LAWS(MAD)-1996-1-102

ANANDA PASUPATHI PILLAI Vs. SECRETARY TO GOVERNMENT PROHIBITION AND EXCISE DEPARTMENT GOVERNMENT OF TAMIL NADU

Decided On January 29, 1996
ANANDA PASUPATHI PILLAI Appellant
V/S
SECRETARY TO GOVERNMENT, PROHIBITION AND EXCISE DEPARTMENT, GOVERNMENT OF TAMIL NADU Respondents

JUDGEMENT

(1.) ONE Mrs. Ananda Pasupathi Pillai (petitioner) is the mother of the detenu Balaeswaran alias Siva.

(2.) (a) On 26.12.1994 at about 11.30 hrs., near Polo Military Ground oft G.S.T.Road, St.Thomas Mount, the Inspector of Police, N.I.B. C.I.D., intercepted the detenu and another by name Elanchezhian and recovered two packets of heroin from each one of them and each of the packets weighed a kilogram, that is to say, all the four packets seized from them weighed four kilograms of heroin. (b) Both of them, it is said, were stated to have been interrogated in turn, were stated to have given confessional statements voluntarily and the statements so given by them were recorded. They appear to have stated in their statements that the said packets of herein were obtained at Indore and transferred to Madras for eventual export to Srilanka. They were arrested and produced before court for remand. (c) Successive bail application, it appeals, had been filed before the Special Judge (NDPS), Madras, and all those bail applications so filed, it is said, had been dismissed and consequently, they were stated; to be anguishing in prison. (d) In one of the joint bail applications filed, that is, in Crl.M.P. No. 1877 of 1994 they appear to have taken a plea that the statements recorded from them were the resultant product of coercion and that they were not in conscious possession of heroin stated to be seized they retracted their earlier confessional statements given before the Inspector of Police, N.I.B. C.I.D., Madras.

(3.) LIKEWISE, the said Elanchezhian was also stated to have been detained and he in turn, challenged his detention by filing H.C.P. No.804 of 1995. A Division Bench of this Court by order dated 19.9.1995 allowed the said habeas corpus petition and quashed the detention order and set him at liberty on the ground that the Detaining Authority was not at all alive to the factum of retraction of the confessional statement in the grounds of detention and therefore the subjective satisfaction derived by such Authority in clamping the order of detention on him was vitiated.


*The problem*: Retype, without changes, every line from the line that contains "The image size" through the final line of the records. Exclude pictures.

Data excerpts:
╭──

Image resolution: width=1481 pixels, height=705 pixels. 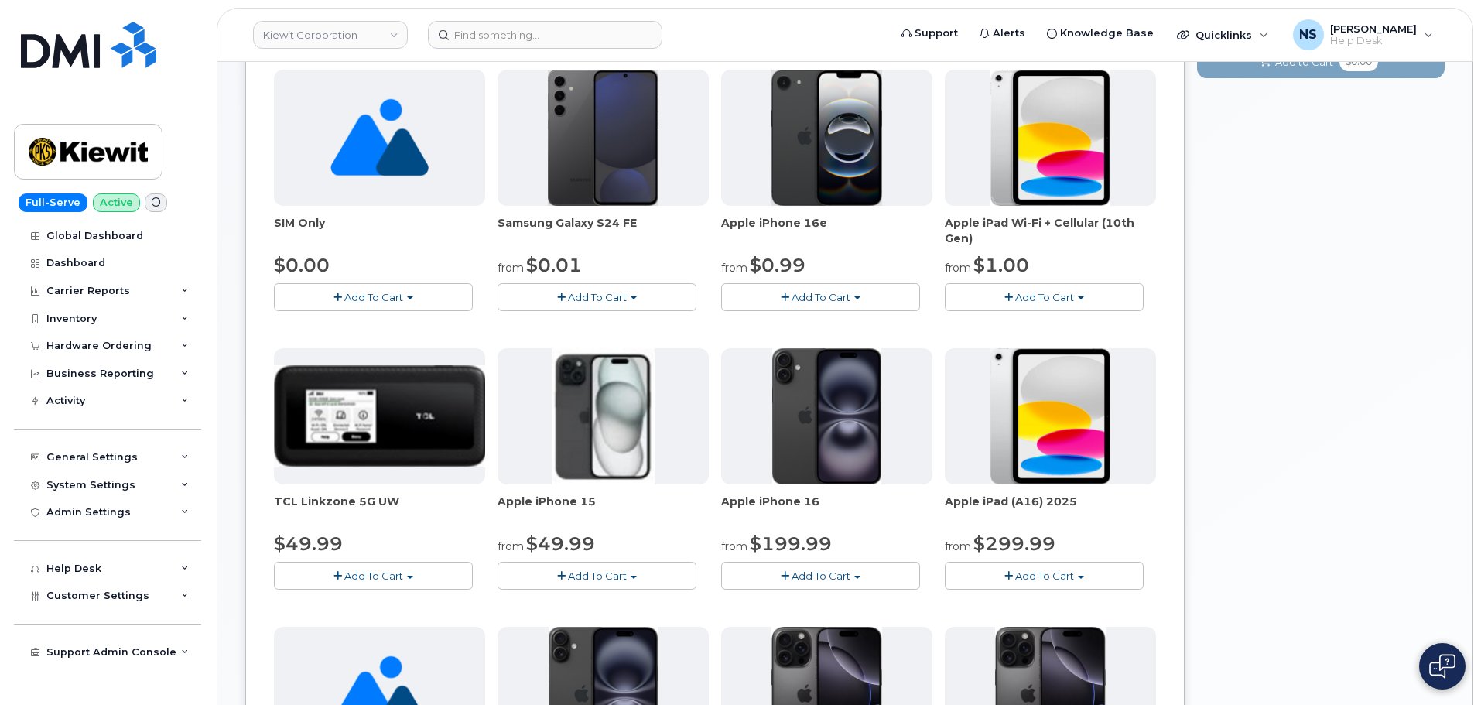 What do you see at coordinates (826, 416) in the screenshot?
I see `img: iphone_16_plus.png` at bounding box center [826, 416].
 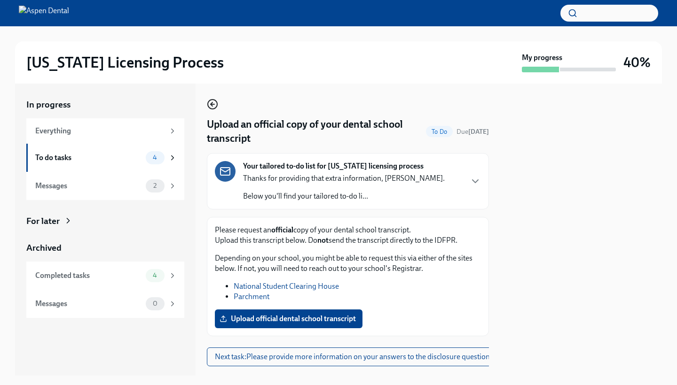 What do you see at coordinates (105, 105) in the screenshot?
I see `div: In progress` at bounding box center [105, 105].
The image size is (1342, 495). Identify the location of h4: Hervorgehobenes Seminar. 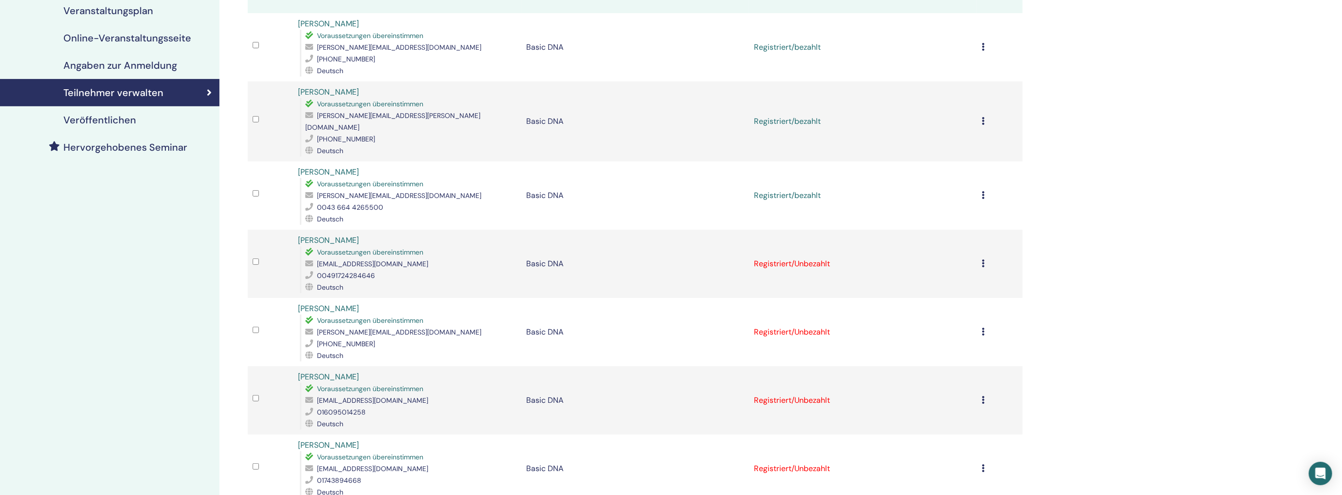
(125, 147).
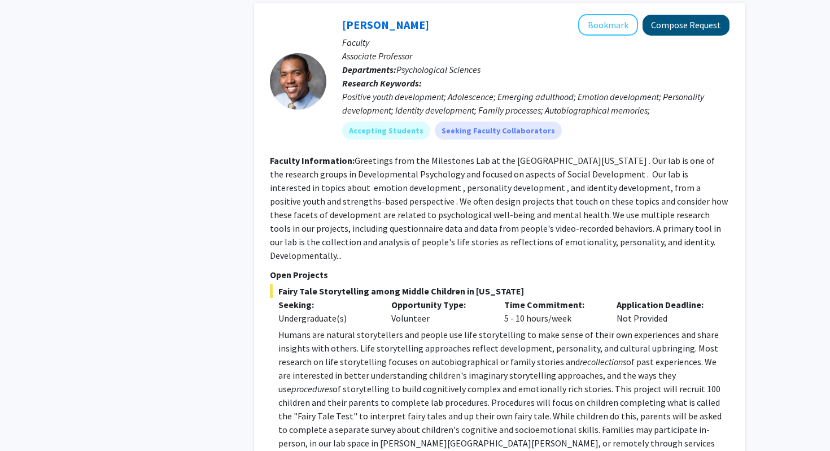  I want to click on p: Open Projects, so click(500, 274).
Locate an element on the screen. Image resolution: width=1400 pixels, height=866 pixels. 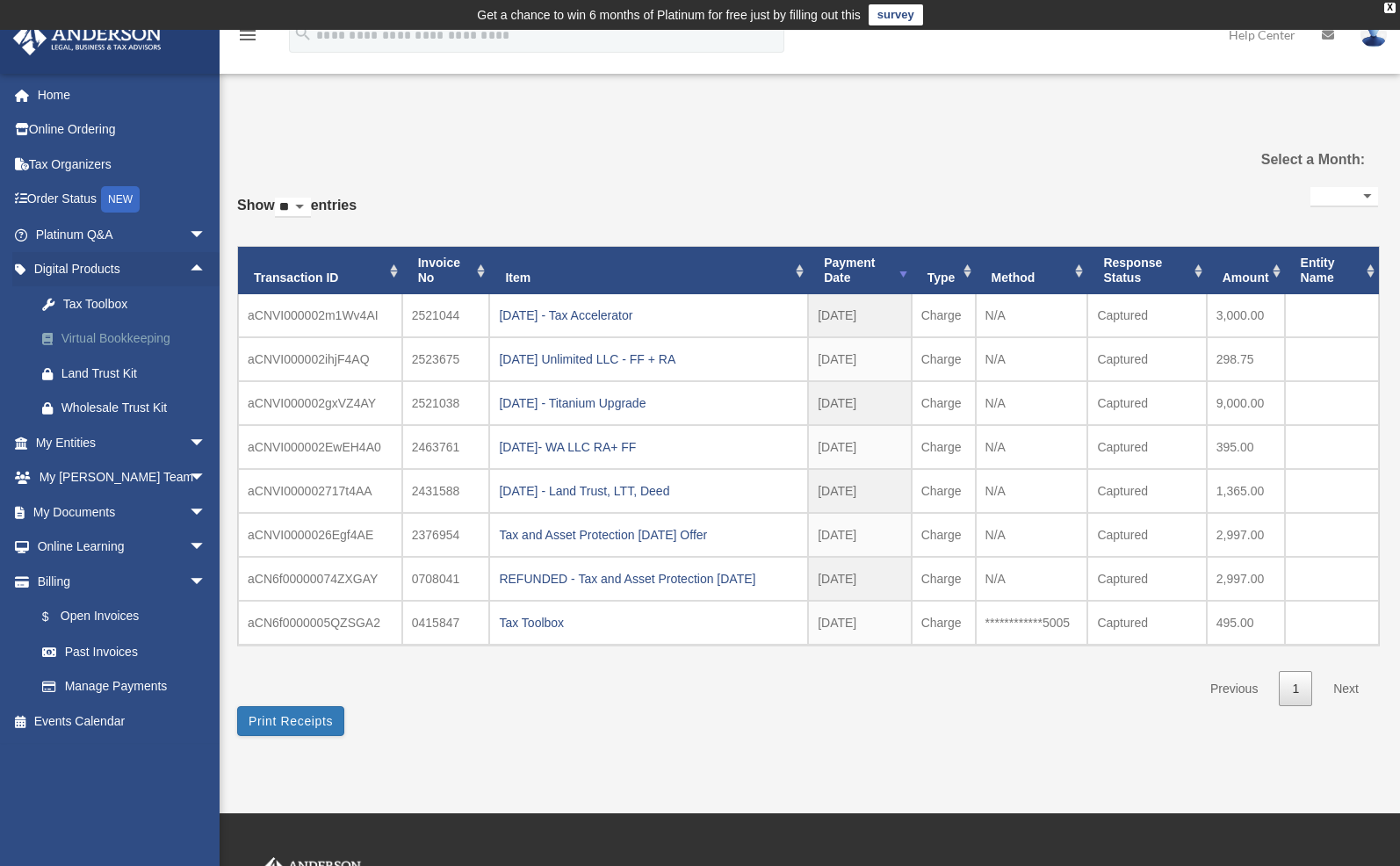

╰──

*Your response*:
The image size is (1342, 495). Identify the location of h4: Hervorgehobenes Seminar. 
(125, 147).
  I want to click on p: Open Projects, so click(500, 274).
Locate an element on the screen. Image resolution: width=1400 pixels, height=866 pixels. 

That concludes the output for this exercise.